A Few Additional Levers Worth Considering

Depending on your situation, there are other moves that can help reduce your MAGI and potentially lower your IRMAA tier:

- Asset location: Keeping income-generating investments in tax-advantaged accounts and holding growth assets in taxable accounts can reduce the income you recognize each year.
- Harvesting losses: Realizing capital losses to offset gains can help you stay under an IRMAA threshold in a given year.

None of these is a silver bullet, but together they form a coherent strategy that compounds over time.

IRMAA is one of those things that feels punitive right up until the moment it starts feeling manageable. Thirty-plus years of doing this work has shown me that the retirees who navigate it best aren't necessarily the ones with the lowest incomes. They're the ones who planned two, three, sometimes five years ahead.

If you'd like to look at your current income picture and map out a strategy for reducing your IRMAA exposure in future years, I'd be glad to walk through it with you. Reach out and let's take a look together.

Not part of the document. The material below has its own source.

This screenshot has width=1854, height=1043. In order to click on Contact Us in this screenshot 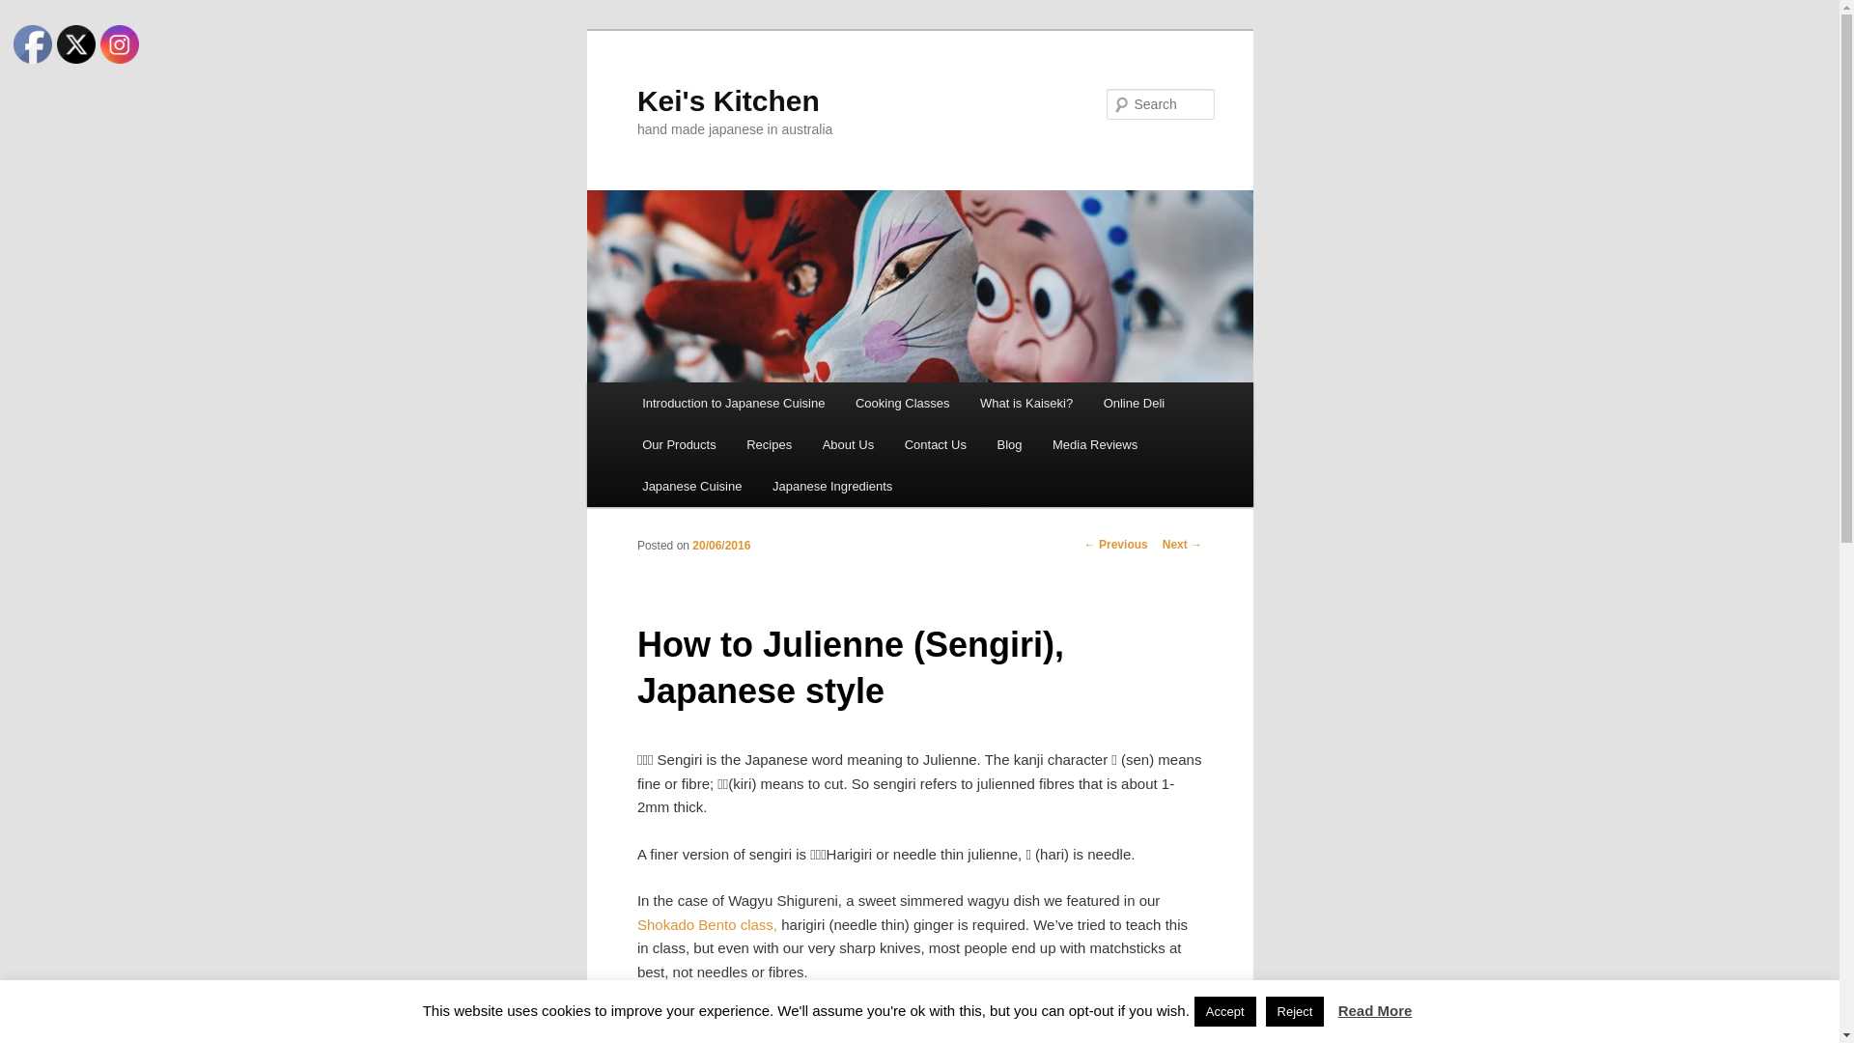, I will do `click(936, 444)`.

_____________________________________________________________________________

Converting from a traditional IRA to a Roth IRA is a taxable event. A Roth IRA offers tax free withdrawals on taxable contributions. To qualify for the tax-free and penalty-free withdrawal or earnings, a Roth IRA must be in place for at least five tax years, and the distribution must take place after age 59½ or due to death, disability, or a first-time home purchase (up to a $10,000 lifetime maximum). Depending on state law, Roth IRA distributions may be subject to state taxes.

Cetera Advisors LLC exclusively provides investment products and services through its representatives. Although Cetera does not provide tax or legal advice, or supervise tax, accounting or legal services, Cetera representatives may offer these services through their independent outside business. This information is not intended as tax or legal advice.